Tories could axe Homes and Communities Agency

25 Nov 09
A multibillion-pound housing and regeneration agency set up just under one year ago faces the axe under a Conservative government
By Neil Merrick

25 November 2009

A multibillion-pound housing and regeneration agency set up just under one year ago faces the axe under a Conservative government.

Shadow housing minister Grant Shapps told house builders that the Homes and Communities Agency was ‘cumbersome’ and too expensive. ‘They have 21 offices around the country and a £4.5m staffing bill per month,’ he said

Shapps, who has already indicated that the Conservatives would wind up the Tenant Services Authority, claimed the HCA was ‘made up of lots of different quangos’ and that some activities, such as training, duplicated private sector initiatives.

While he accepted that an agency was needed to own public land, it would be far cheaper for development grants to be given directly by the government, he told a lunch organised by the National House Building Council on November 19.

Both the HCA and TSA were launched last December to replace English Partnerships and the Housing Corporation. Shapps described the position in London, where HCA chief executive Sir Bob Kerslake sits on a board chaired by Mayor Boris Johnson, as ‘ludicrous duplication’. He added: ‘We see great savings to be made from cuts in enormous organisations.’

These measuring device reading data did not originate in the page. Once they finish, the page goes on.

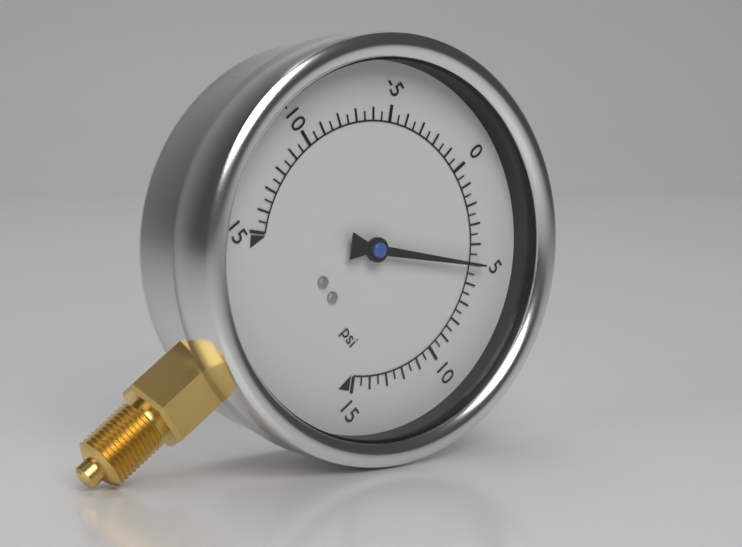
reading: 5.0 psi
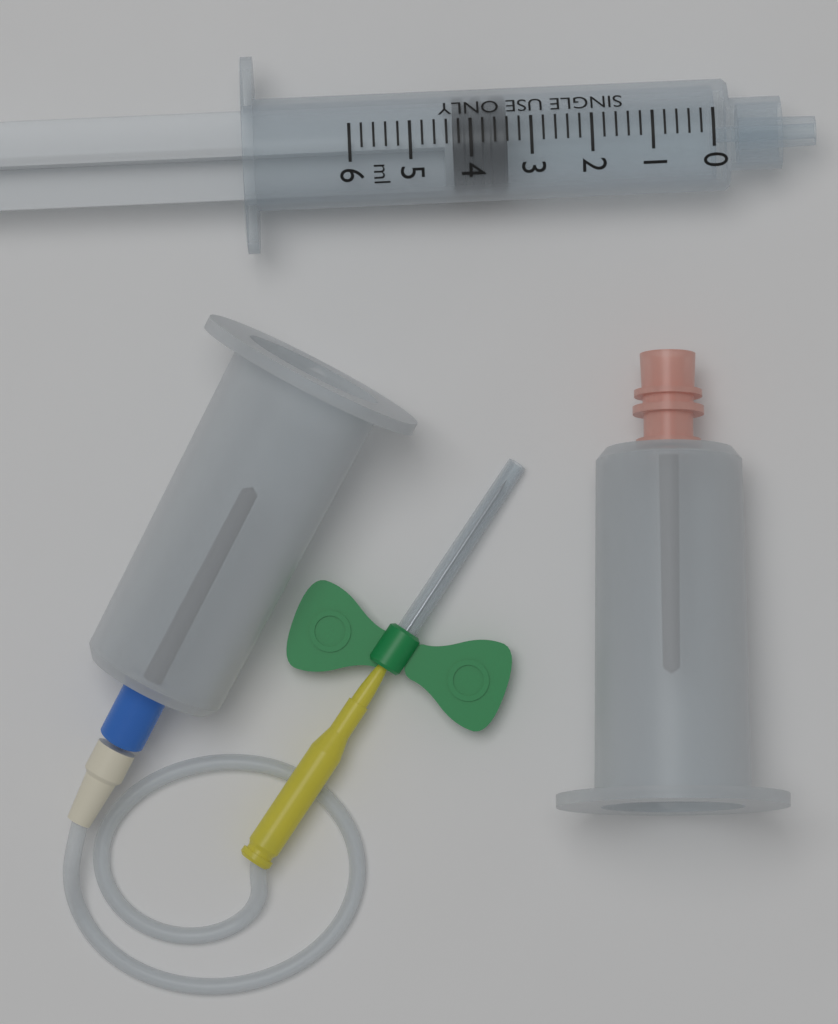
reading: 3.4 ml
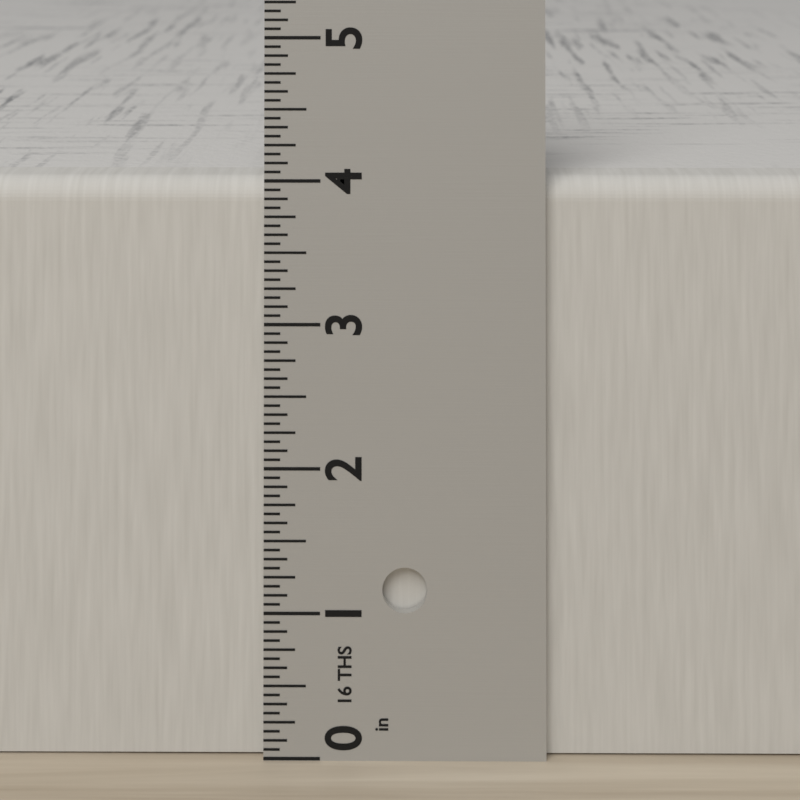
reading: 4.0000 in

An HCA spokeswoman said the agency had cut the network of offices it inherited in 2008 from 21 to 17, eight of which are shared with Regional Government Offices or other public bodies. Its monthly salary bill is £4.2m.

Shapps praised the HCA’s efforts by to encourage institutional investors to fund private rented housing and said these should be extended to social housing.

Figures published by the HCA on November 24 show that 20,177 homes were built by housing associations and other developers between April and September as part of the National Affordable Housing Programme. This included 10,671 for social renting. Starts were made on 14,136, of which 9,280 were for social renting. The agency said it was on course to meet its end of year targets.